Margaret looked disconsolately down at her hands, which were squeezed into gloves that looked a little too small, and which were folded in her lap tightly.

“Oh, we trust that your rules are fair. But Margaret is so very shy, you see, it would be a bit of a torment for her to be surrounded by... er, gaiety. Where she might be expected to speak.”

“Very shy,” Margaret confided in a sad whisper. To her lap.

“How doyoufeel about gaiety, Miss Jane?” Angelique asked.

“Oh, I don’t suppose I remember, it’s been so long now.” She laughed timidly behind her knuckles.

“Well, perhaps she can just sit quietly with all of us in the drawing room and we can enjoy her presence,” Delilah suggested. “Andyoumay yet rediscover an appreciation for gaiety, when you hear the pianoforte played well. We are planning to hold musicales.”

She ignored the dry look sent her way by Angelique.

Margaret’s head shot up briefly and Delilah got a glimpse of the whites of her eyes, flared in alarm.

“Perhaps she’ll feel free to come out of her shell when she sees that we are all friends here, and we will not tolerate anyone making fun of her whistle. We will all be patient,” Delilah continued. Sweetly but firmly.

“You’ve come to a welcoming place for women to live,” Angelique soothed. “We will have male guests, too, but they will be held to a strict and gentlemanly code of conduct. And that also means no sneaking gentleman callers up to your rooms.”
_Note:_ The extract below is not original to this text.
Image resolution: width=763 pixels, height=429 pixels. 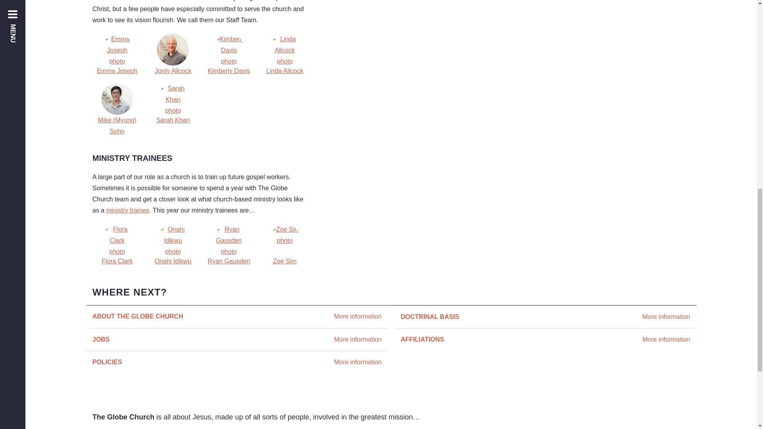 What do you see at coordinates (172, 55) in the screenshot?
I see `Jonty Allcock` at bounding box center [172, 55].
Delilah shot Angelique a reproving look.

But Miss Margaret giggled softly behind her fingers. Her gloves were kid, and fine. It was rather touching to see that she had indulged herself in at least one elegant thing.

“It all sounds lovely. We should like to share your largest room, on a low floor.”

“Oh, I’m sorry to disappoint you, but our largest room suitable for two people hasjustbeen let.”

The sisters went absolutely still.

They appeared paralyzed by disappointment.

The mutual faint creaking of stays signaled the resumption of their ribcages moving in and out with breathing.